4. Recovery of Attorney’s Fees. In appropriate cases, Florida law provides mechanisms for the prevailing party to seek attorney’s fees. We analyze fee-shifting potential in every trust contest we accept.
A summary comparison:
| Remedy | What It Does | When It Applies |
|---|---|---|
| Invalidation (§ 736.0406) | Voids tainted trust or amendment | Proven undue influence in creation/amendment |
| Constructive trust | Returns improperly received assets | Assets already distributed to wrongdoer |
| Surcharge | Personal liability against trustee | Trustee breach enabled or caused loss |
| Fee recovery | Shifts litigation costs | Depends on statutory basis and outcome |
Partial vs. Full Invalidation
In our experience, partial invalidation is frequently the most practical and legally defensible relief. When a settlor executed a valid original trust and then amended it under undue influence years later, we seek to void only the amendment and reinstate the prior instrument. Section 736.0406 explicitly contemplates this: the remainder of the trust not procured by undue influence is valid if it is not independently defective. Courts in Hillsborough and Palm Beach counties have applied this principle to restore earlier trust instruments that reflected the settlor’s authentic testamentary desires.

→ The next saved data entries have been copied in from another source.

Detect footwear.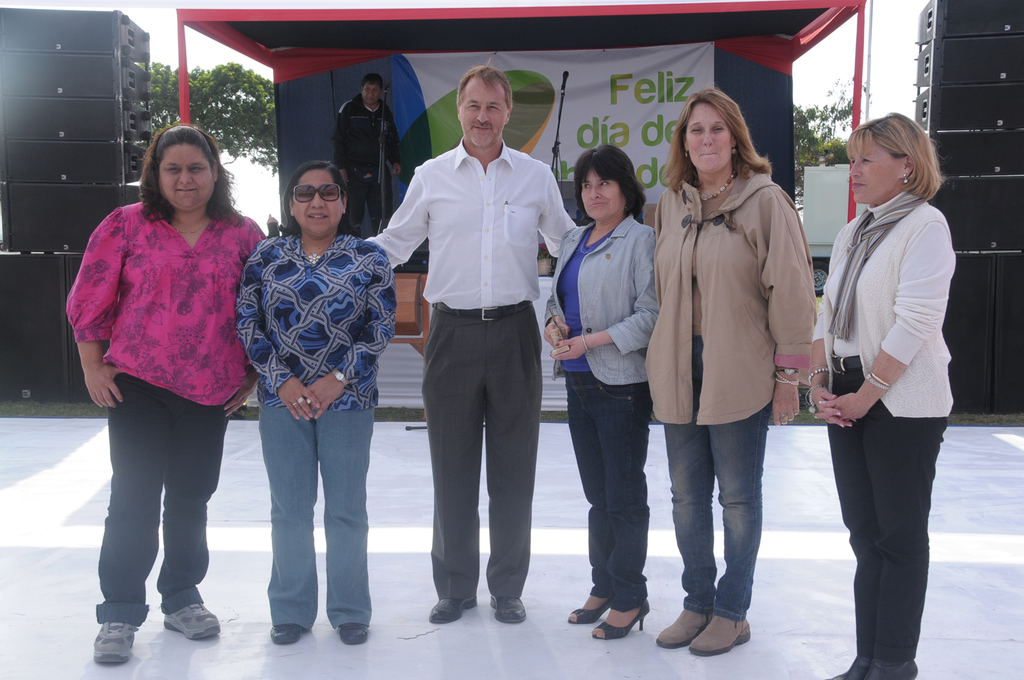
Detected at crop(271, 621, 301, 644).
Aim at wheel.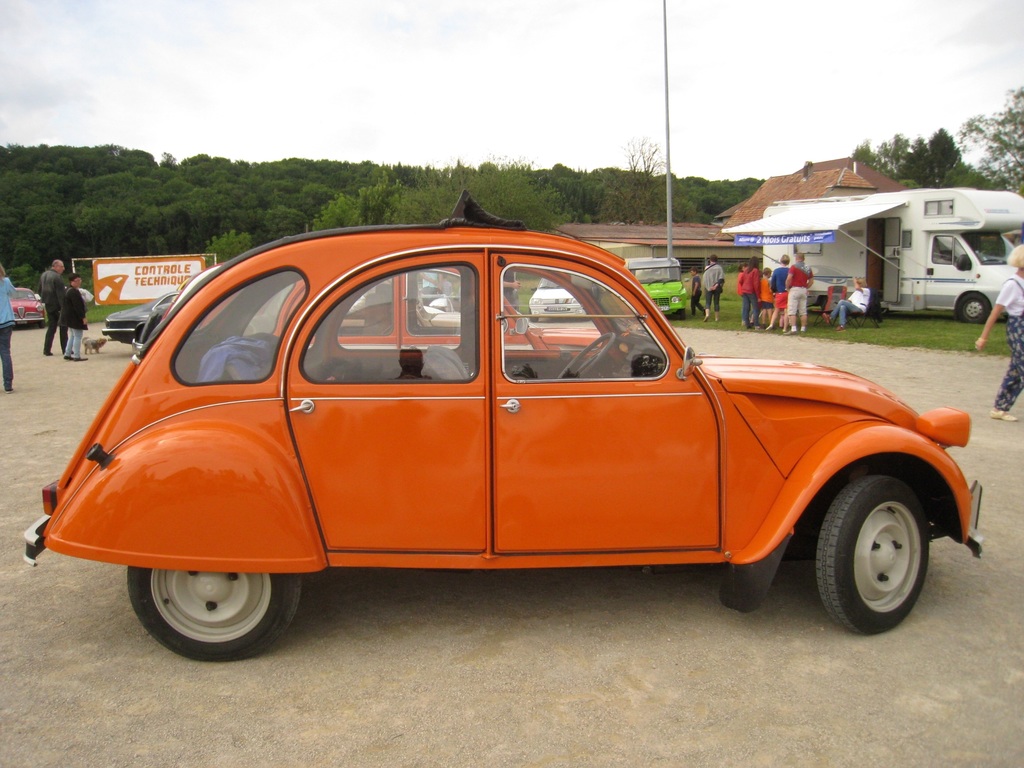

When to Call a Florida Trust Litigation Attorney
Not every disappointed beneficiary has a viable undue influence claim, but certain fact patterns demand immediate legal attention. In our practice we see clients who waited months — sometimes past the § 736.0604 six-month deadline — before calling us. Once that window closes, even a strong case may be time-barred.

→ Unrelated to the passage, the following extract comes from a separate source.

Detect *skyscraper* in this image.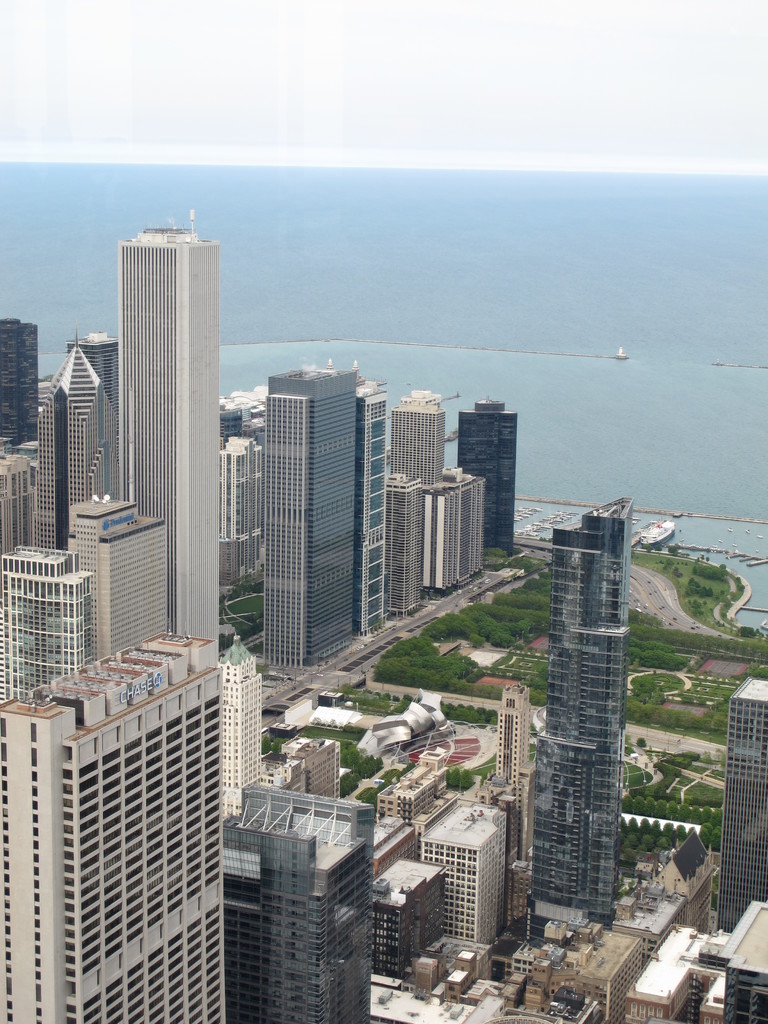
Detection: rect(457, 389, 515, 554).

Call us now if any of the following apply:
- You received a formal trustee notice with a copy of the trust and a notice of the time allowed to contest — your six-month clock under § 736.0604(2) is already running
- A trust was amended or restated during a period when the settlor was ill, cognitively impaired, isolated, or dependent on the named beneficiary
- The new trust dramatically changes the distribution scheme in favor of a caregiver, new romantic partner, or one child who controlled access to the settlor
- The settlor expressed to you or others an intent inconsistent with the trust’s final terms — but then suddenly changed course
- The drafting attorney was recommended or retained by the beneficiary, or the beneficiary was present at the drafting conference
- You have been told the trust is not subject to challenge or that it is too late — without a lawyer actually analyzing the specific deadlines under §§ 736.0207 and 736.0604
- Assets have already been distributed out of the trust to the person you believe exerted undue influence
- The settlor’s prior estate planning documents showed a materially different and more equitable distribution plan
We represent beneficiaries in every Florida circuit court — from the Sixth Judicial Circuit in Pinellas and Pasco counties to the Eleventh Judicial Circuit in Miami-Dade. Early intervention is almost always better than waiting, and in trust litigation, waiting can be irreversible.
Talk to Zoecklein Law, P.A. — Statewide Florida Trust Litigation
If you believe a Florida trust was created, amended, or restated through undue influence — or if you received a trustee notice and the deadline is approaching — contact us immediately. We handle Florida trust undue influence cases statewide, representing beneficiaries, disinherited heirs, and successor trustees in circuit courts from Pensacola to Miami.
Our practice is based in Brandon, Florida, and we appear in Hillsborough, Pinellas, Pasco, Polk, Sarasota, Manatee, Orange, and Palm Beach circuit courts, among others. We offer direct, experienced counsel in trust litigation — not generalized estate-planning advice, but active courtroom advocacy for clients whose inheritance rights have been undermined.